Well, what can I say about this talk? Jon is a fantastic presenter and he made it so easy to understand the new features of C# 4.0. The main purpose of this release is to improve COM interop with a primary focus on getting better interop with Microsoft Office. C# is getting a number of features that were in VB that C# has been desperately needing to help with COM interop such as Named Arguments and Default Parameters. I found Jon's explanation of covariance and contravariance extremely easy to follow, one of the best explanations that I have come across and I would say that if the video of his talk is put online I would recommend it just for that.

Lunchtime - grok talks

At lunch I went to the grok talks and listened to topics that ranged from using CodeRush Xpress to trying to introduce Lean and Kanban into the workplace to the death of MSBuild, I'm sure I'm missing one out... I found the Kanban talk very interesting and I need to read Chris' blog on the subject. Ben's talk on using albacore to automate build/deployment processes was very interested and something that I need to read about more.

Not Everything is an Object - Gary Short

I was debating to go to this talk or the entity framework talk but in the end I came to the conclusion that this sounded a little different and therefore a bit more interesting. Gary began right at the very beginnings of programming and his talk began very much like a "brief history of everything" as he delved into discussions on quantum limitations on chip size and into quantum tunnelling. I was intrigued by his thoughts that the reasons Object Orientation is failing to solve current world problems is that we are, in essence, trying to model something and we aren't very good modellers. He also brought us back to the concept that objects hide data whereas data structures present data but no behaviour. In some ways this links very neatly in with some of what Ian Cooper was saying in his talk earlier (about a fatter model). Back onto the subject matter at hand, objects also have shared state that is not thread safe and as software gets more complex and processors get more cores rather than faster we need to focus on parallel processing (and threading isn't nice in the OO world). Gary introduced a JVM based functional language called "Clojure" and gave us a brief introduction to the language and the benefits of a functional language where everything is immutable. I am seriously going to take a look at Clojure or another functional language.
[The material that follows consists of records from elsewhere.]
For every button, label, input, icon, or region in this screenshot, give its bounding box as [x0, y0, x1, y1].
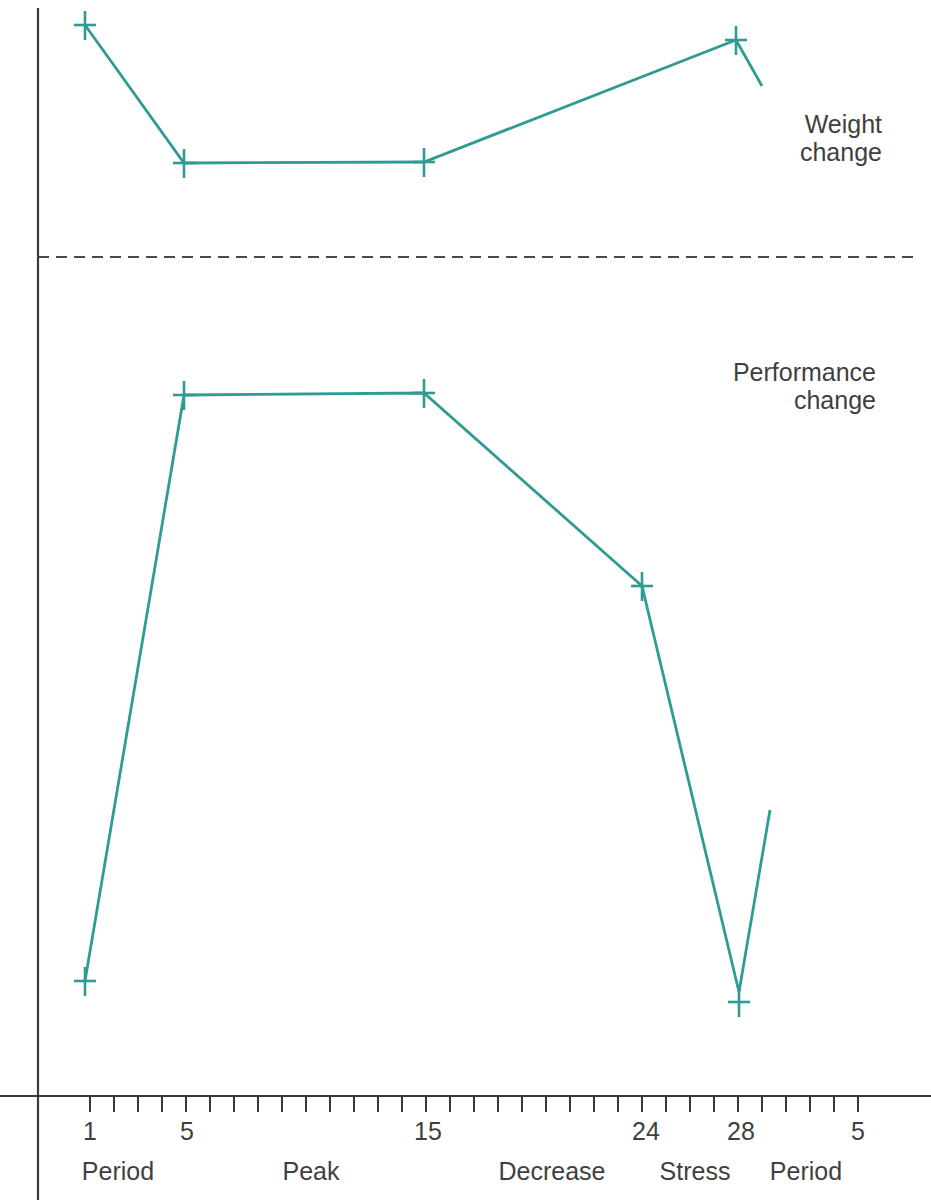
- performance-change-label-line1: Performance: [733, 358, 876, 386]
- figure-container: 151524285PeriodPeakDecreaseStressPeriod …: [0, 0, 931, 1200]
- x-tick-label: 1: [83, 1117, 97, 1145]
- performance-change-line: [85, 393, 770, 992]
- x-phase-label: Stress: [660, 1157, 731, 1185]
- performance-change-label-line2: change: [733, 386, 876, 414]
- x-tick-label: 15: [414, 1117, 442, 1145]
- x-tick-label: 24: [632, 1117, 660, 1145]
- performance-change-label: Performance change: [733, 358, 876, 414]
- x-phase-label: Period: [770, 1157, 842, 1185]
- weight-change-label: Weight change: [800, 110, 882, 166]
- x-tick-label: 28: [727, 1117, 755, 1145]
- line-chart: 151524285PeriodPeakDecreaseStressPeriod: [0, 0, 931, 1200]
- weight-change-line: [85, 25, 762, 163]
- weight-change-label-line2: change: [800, 138, 882, 166]
- weight-change-label-line1: Weight: [800, 110, 882, 138]
- x-phase-label: Decrease: [499, 1157, 606, 1185]
- x-tick-label: 5: [851, 1117, 865, 1145]
- x-phase-label: Peak: [283, 1157, 340, 1185]
- x-tick-label: 5: [180, 1117, 194, 1145]
- x-phase-label: Period: [82, 1157, 154, 1185]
Automating Testing With Windows Virtual PC - Guy Smith-Ferrier

This was one of the talks that I was interested in going to from the start as automating testing through a Virtual PC is something I am about to start looking into. There are several ways to do most actions, Guy showed us the easy way and the hard way (e.g. auto-login on windows rather than trying to automate login - using a sequence of characters into the keyboard buffer). This talk has given me lots to think about and ideas about how to automate the deployment and build processes using the simple methods, batch files in the start-up folder of the Virtual PC that do the install and then run the tests. I also like Guy's idea of using shared hard disks that can be used between different VPC images.

Final thoughts

Firstly, thanks very much to the organisers, speakers, helpers and sponsors for providing a phenomenal free conference. The Microsoft facilities and staff were again fantastic so thanks very much to everyone involved from Microsoft. I have learned a lot today and have been to talks on topics that I would never have even considered looking at before and I hope to take a look at a lot of what was discussed here over the next few months. Hopefully I'll be there next year, perhaps I might even think about doing a grok talk.